Growing up with parents who were health care providers – my father was a surgeon and my mother a nurse – I began acting on a drive to be of help to others starting in high school when I became a “candy striper,” wearing the red-and-white striped pinafore and rolling the snack cart into patient’s rooms with a smile. In college I was a Big Sister, Chairperson of the Interracial Concerns Committee, and co-founder of a women’s “empowerment” group. After graduating, I spent several years working as a journalist in Spain and New York before realizing my heart was in the volunteer work I was doing with the homeless and people with HIV/AIDS at the height of that epidemic.

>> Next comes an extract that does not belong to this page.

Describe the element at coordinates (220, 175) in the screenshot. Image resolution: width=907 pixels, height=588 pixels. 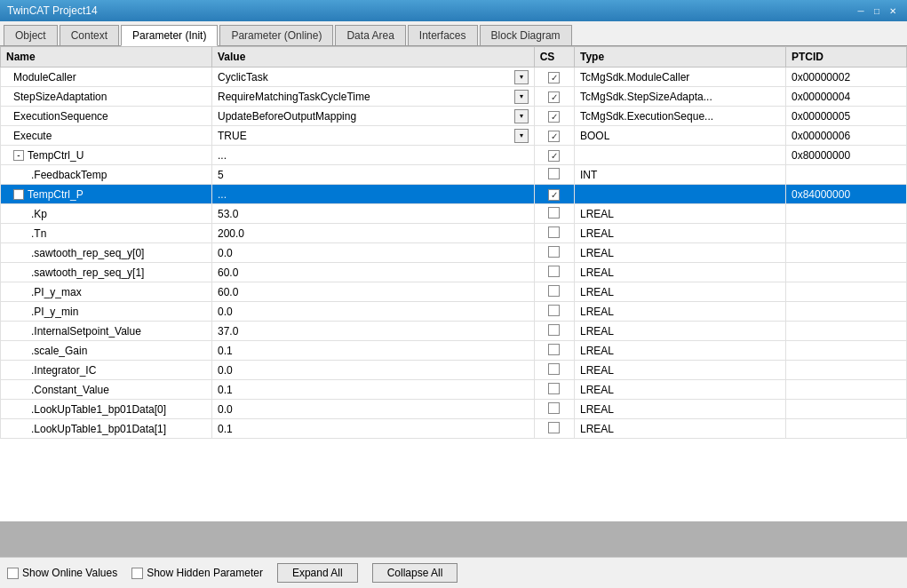
I see `value-text: 5` at that location.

I returned to school, got a Masters in Social Work, and – thanks to a combination of family history, personal experience, and the recognition that addiction underlies many physical and mental health woes – began focusing on treating substance use and posttraumatic stress disorders (which often co-occur).
After moving to Durham, I served as Clinical Director in an outpatient substance abuse program and then as an associate in an Employee Assistance Program before pursuing full-time private practice. I work with individuals and couples and have led both long- and short-term psychoeducational groups. Over the years I have given numerous presentations for clinicians about Motivational Interviewing, CBT and DBT for substance use disorders, EMDR treatment for PTSD, and the ethics guiding health and mental health response in disasters. I am a Critical Incident responder and served for 13 years as a Red Cross volunteer and instructor.

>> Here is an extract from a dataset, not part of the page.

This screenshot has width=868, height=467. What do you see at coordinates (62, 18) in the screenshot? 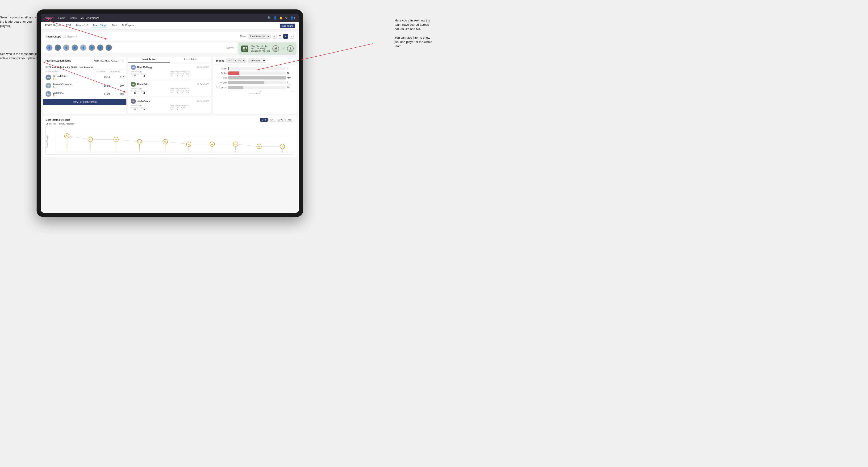
I see `nav-home: Home` at bounding box center [62, 18].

In a non-clinical vein, I enjoy the gift of dance given to Durham each summer by the American Dance Festival and have coordinated their post-performance cast parties in local homes for the past 15 years. In the past I was an early board member of the Ellerbee Creek Watershed Association and a Master Gardener with an interest in promoting the preservation of native plant species and ecosystems.

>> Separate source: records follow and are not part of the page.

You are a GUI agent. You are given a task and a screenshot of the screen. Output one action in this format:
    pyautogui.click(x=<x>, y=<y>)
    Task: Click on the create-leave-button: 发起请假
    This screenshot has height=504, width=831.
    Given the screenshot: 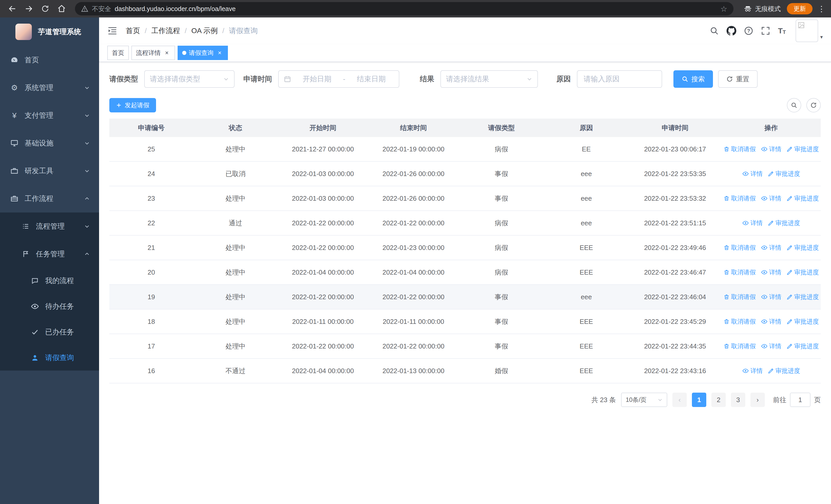 What is the action you would take?
    pyautogui.click(x=133, y=105)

In 2011 I was honored to be named “Social Worker of the Year” by my colleagues in the North Carolina Society for Clinical Social Work. They cited my contributions to substance abuse treatment and education as well as to disaster relief as reasons for this recognition. While helping others prevail is reward enough to me, I am very grateful for their respect.
I received my AB from Dartmouth College and my MSSW from Columbia University. These educational opportunities left me with a love for timeless works of literature, philosophy, and psychology that I found are not so difficult or inscrutable as I had expected. SIMPLE’s discussion materials will draw from my favorite gleanings from these resources, pared down into understandable and personally applicable forms.